St. John's News

St. John’s School of Law Professor Brian Tamanaha Awarded Fellowship With Institute for Advanced Study

April 25, 2007

Brian Tamanaha, J.D., Chief Judge Benjamin N. Cardozo Professor of Law, has earned a one-year fellowship to work at the Institute for Advanced Study, one of the world’s leading centers for theoretical research and intellectual inquiry and former home to such notable thinkers as Albert Einstein, John Rawls and John von Neumann.

Membership with the institute, located in Princeton, NJ, is considered one of the highest honors an academic can receive. Tamanaha, invited into the institute’s School of Social Science, joins 19 other fellows hailing from four continents and representing U.S. universities such as Princeton, Brown and the University of Pennsylvania.

“Possibly the most coveted fellowship in all of academia, this honor demonstrates the scholarly and meaningful contributions Professor Tamanaha has been making to the philosophical discourse on the rule of law,” says Andrew Simons, J.D., Associate Academic Dean of the St.

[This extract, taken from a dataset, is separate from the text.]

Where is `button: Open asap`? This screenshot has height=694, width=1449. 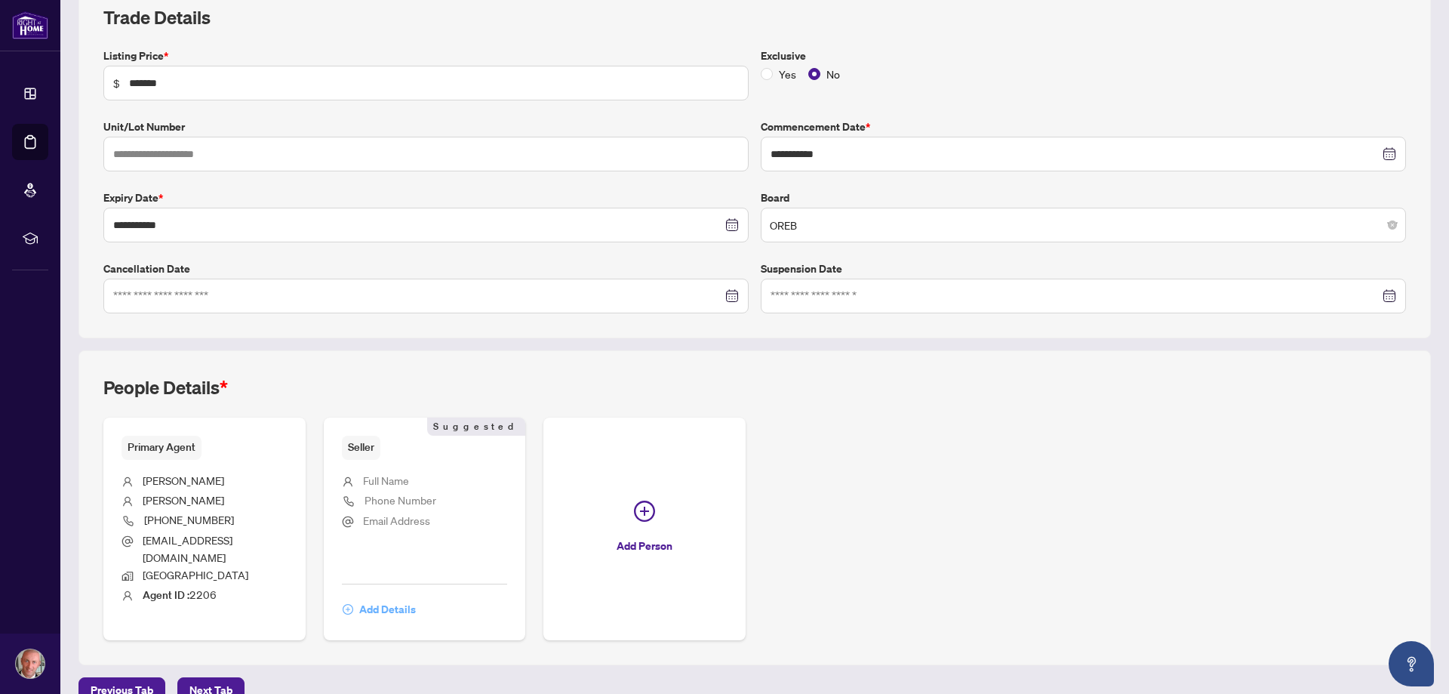 button: Open asap is located at coordinates (1411, 663).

John’s School of Law. “His invitation is not only a great honor and tribute to him, but it also reflects so directly upon the quality of the faculty and legal education at our law school.”

According to the institute’s website, the fellowship program was designed to “provide a space for intellectual debate and cross-fertilization to flourish.” Members are given personal offices, living quarters and opportunities to participate in weekly seminars during which they may present their work.

On his honor, Tamanaha says, “It’s really the ideal opportunity as an academic. You have the freedom to commit yourself to a major project, but you are situated in an environment where top people from different disciplines are brought together.”

Tamanaha says he will use the fellowship to write a book on the realistic understanding of judging. He already has authored five books, including, most recently, Law as a Means to an End: Threat to the Rule of Law, which received a 2006 Honorable Mention Award from the Association of American Publishers for being one of the best professional/scholarly books published on law. His books also have earned him the Dennis Leslie Mahoney Prize and the Herbert Jacob Book Prize.